Genre: Platform, Action-Adventure
Year: 2002
Developed by: Nintendo EAD
Published by: Nintendo
Platforms: Gamecube
#179
Feeling Like: Shade

I’m not surprised it took 321 entries to finally hit the first three dimensional Mario game. My very first game was Super Mario Bros. for the NES, my digital bible. I don’t remember first picking up a controller, or learning what Nintendo was, but I sure as hell remember going over to Ryan’s house in Halifax and being entranced from the get-go.

Very few IPs, regardless of the creative medium, have such a consistently high bar of quality as Super Mario. Even today, when the gaming landscape has changed drastically since 1985, players from all over the world and of all ages know Mario. And if they don’t play Mario games, they know they should.

We’ll get to the pinnacle of the series in entries like Super Mario 64 and Super Mario Galaxy eventually, but we’ll start with the “worst” of the 3d Marios, Super Mario Sunshine.

It’s certainly one of the stranger premises for a Mario game and this is a series bombarded with odd power ups and seemingly drug-induced inspirations, so that’s saying something. Mario goes on vacation to Delfino Island and has to help out the plump denizens by using a water jet vacuum thing on his back to wash away all the slime that’s messing everything up. What may normally be a side mission in a previous Mario game is the entire premise here. If you don’t like the concept of water to attack enemies, traverse landscapes and clean up graffiti, you’re not going to like Super Mario Sunshine.

I was…happy with it. I think. I have an overly generous fondness for Gamecube games since I played a majority of them at university and I don’t think I had a single bad day in my five years there. I always had a buddy to help me with puzzles, or bounce ideas off of, or to hand my controller to while I went to class.

It certainly controls like a Mario game and has cleverly designed areas. There are very few games that can rumble with Nintendo in this arena, though games like Rayman Legends have come dangerously close. Secrets are everywhere, and there’s very little fat. There aren’t wide open areas of nothing. Odds are every crevice, nook, roof, hill, pond, pool and courtyard has something to collect, or a challenge to overcome or a rollercoaster to ride. And since you’re on a tropical island, each surface is bright, or colorful, or brimming with life.

How many Mario games start with him getting arrested, and then forced to do community service? Strapped with FLUDD, the sentient water fountain, you’re tasked with getting rid of all the gunk that Shadow Mario/Bowser Jr. is responsible for. Making a beautiful place even more beautiful is a worthy goal, but I felt it often stopped my momentum. Run! Jump! Cool backflip! What’s over there? Whoop, hang on. Slime. Gotta water it off. Splash, splash, splash, coin! Ok, what was over there?

It’s a gameplay loop you won’t find in other Mario games, but it mostly works here. Since you’re always around water, FLUDD is easy to refill. The new powers and abilities, along with the new Gamecube hardware, make exploring around water NOT a pain in the ass, going against tradition once again. You’re not just swimming, you’re making use of various boats, power ups, rapids and waterfalls to go from point A, to point B. And, on weekends, point C.

I remember being thrilled at the draw distance, ie how far you could see or fall without mysterious “fog” blocking your view. With Super Mario Sunshine, that seemed to be a thing of the past. You wouldn’t want to cover up gorgeous sunsets, hazing the beautifully rendered tides as you scamper across the sand in search for another blue coin, would you?

Having a means to constantly hover means level layouts are quite different from Super Mario 64, but I appreciated that. You could tell Nintendo wanted to do something different, but they didn’t just slap a paradise-coat of paint on a new world and call it a new Mario game. The mechanics have to follow the design philosophy and FLUDD truly makes Super Mario Sunshine its own game. For better or for worse.

You still get a taste of classic 3D Mario in some secret areas where FLUDD is taken away from you and holy cow is that a jolt. I couldn’t help but mash the R button in a panic when I was about to go off the edge, only to be painfully reminded there is no FLUDD in these areas and die. Over and over again.

I always equated this game with Legend of Zelda: Wind Waker. Not quite the mega-hit that other Mario and Zeldas were, but still bold choices and certainly garnered a fanbase over time, if not without some ire at launch. Yes, this was very different from Super Mario 64. No, there’s no Mushroom Kingdom and you’re getting Shines instead of Stars and you have a fire hose as your main weapon and there’s no long jump and what the hell is all this?!? But every boss defeated, every tight-rope bounced on, every area I made sparking clean, every catchy song that burrowed its way into my brain forced a smile. It may be the black sheep of the Marios, but there’s a reason for the bemused nostalgia and a reason it’s #179.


Task instructions:
For the material below, set down exactly the lines between the one containing "Describe the element at coordinates (668, 359)" and the last line, both included, leaving every picture out.

The data:
________________

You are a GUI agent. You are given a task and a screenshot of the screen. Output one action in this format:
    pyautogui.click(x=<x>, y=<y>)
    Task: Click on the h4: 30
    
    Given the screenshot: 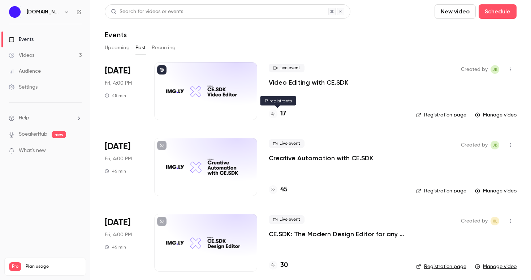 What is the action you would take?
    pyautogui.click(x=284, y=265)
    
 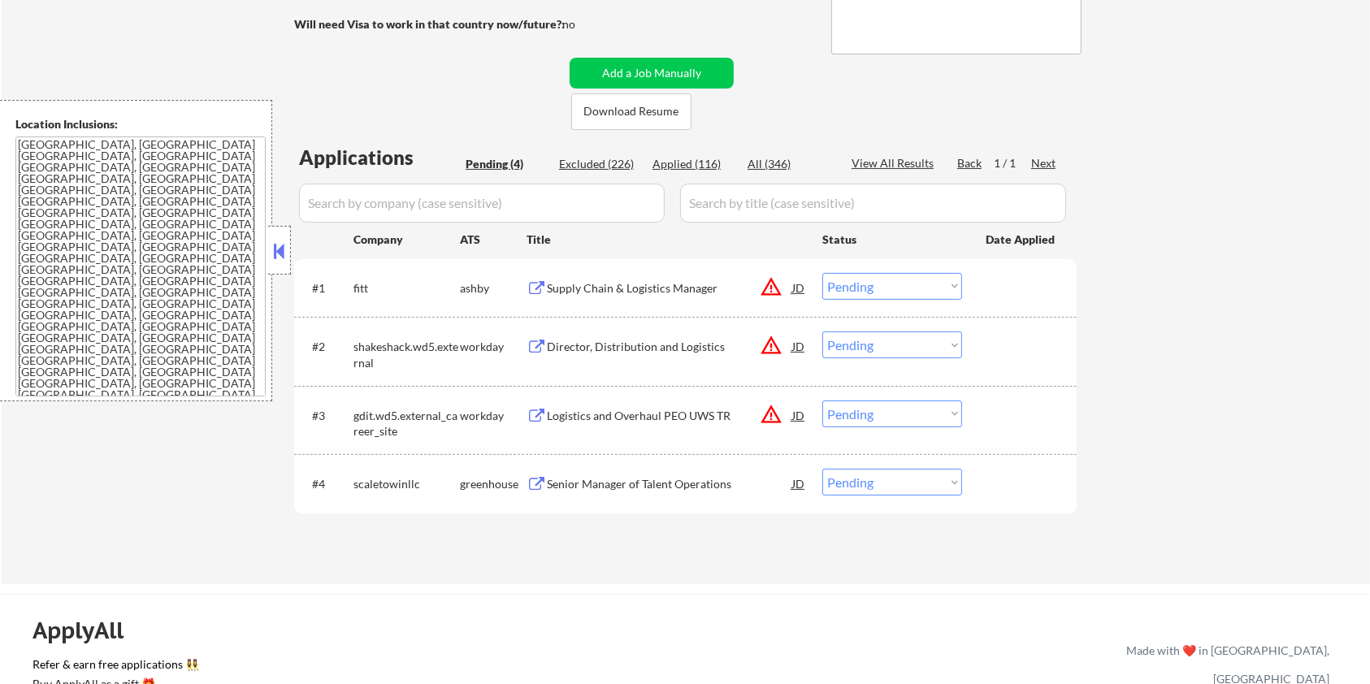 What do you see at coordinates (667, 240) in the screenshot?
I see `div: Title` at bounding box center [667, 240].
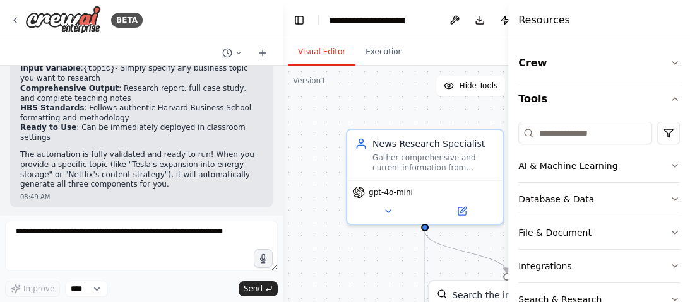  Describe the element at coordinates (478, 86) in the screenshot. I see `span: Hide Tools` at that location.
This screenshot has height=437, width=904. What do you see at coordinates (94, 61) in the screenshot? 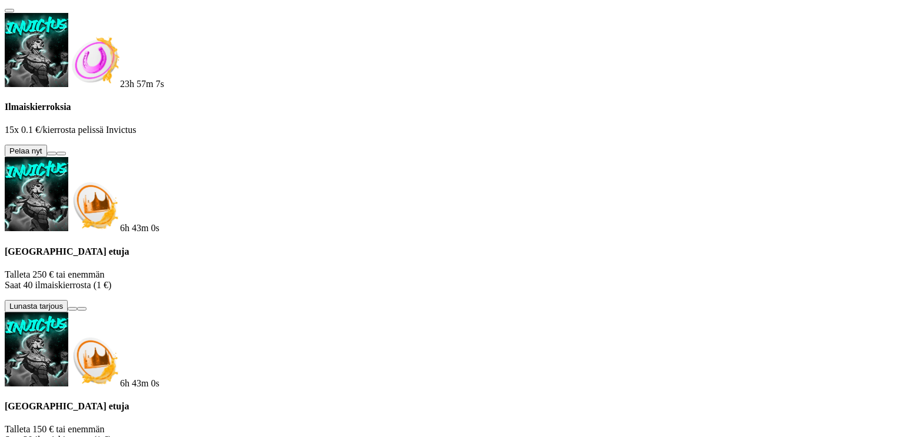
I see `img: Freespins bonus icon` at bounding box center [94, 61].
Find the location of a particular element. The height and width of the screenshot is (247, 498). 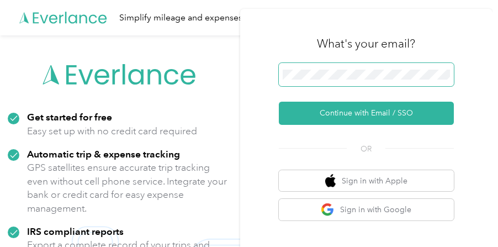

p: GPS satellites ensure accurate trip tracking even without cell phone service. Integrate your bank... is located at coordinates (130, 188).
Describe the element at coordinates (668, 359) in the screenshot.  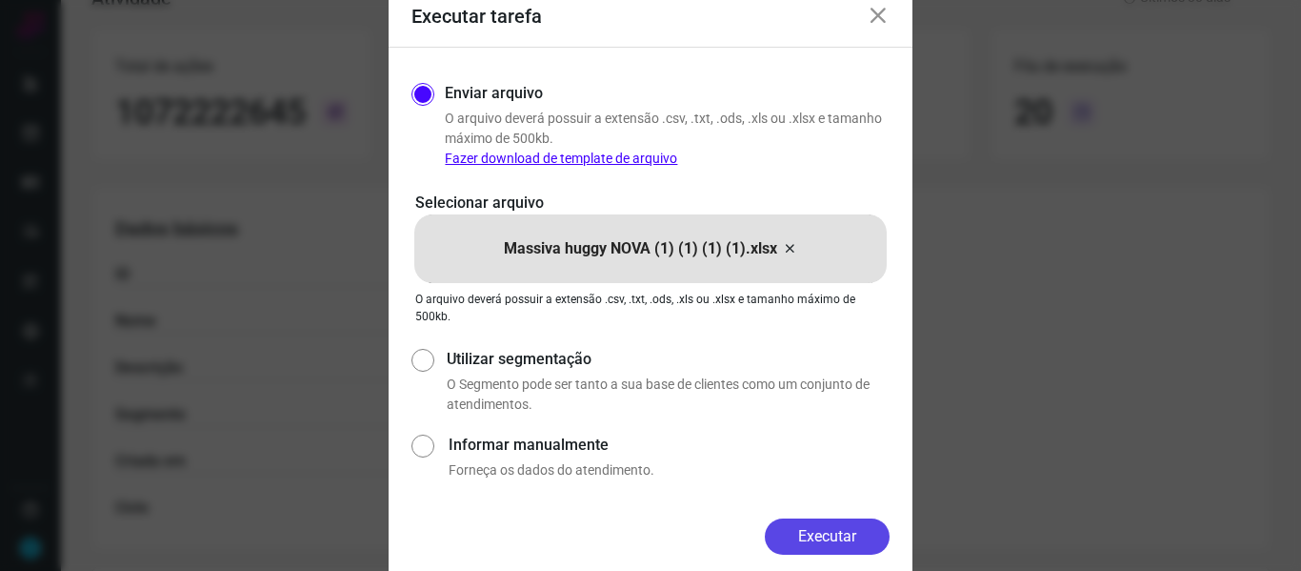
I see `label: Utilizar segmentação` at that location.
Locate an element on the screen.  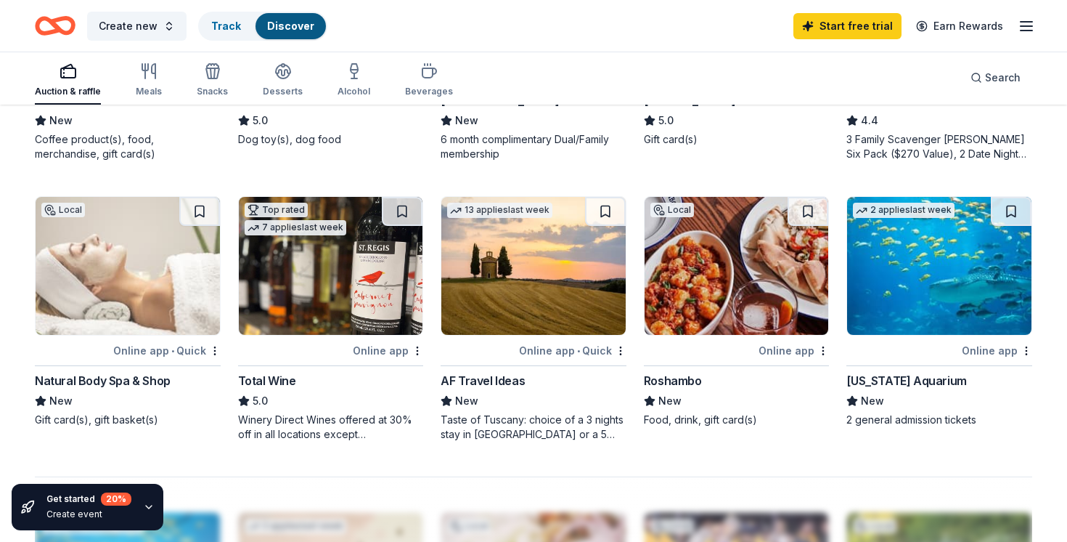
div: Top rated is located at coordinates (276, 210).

________________

Response to this exercise:
Describe the element at coordinates (668, 359) in the screenshot.  
I see `label: Utilizar segmentação` at that location.
Locate an element on the screen.  
div: Top rated is located at coordinates (276, 210).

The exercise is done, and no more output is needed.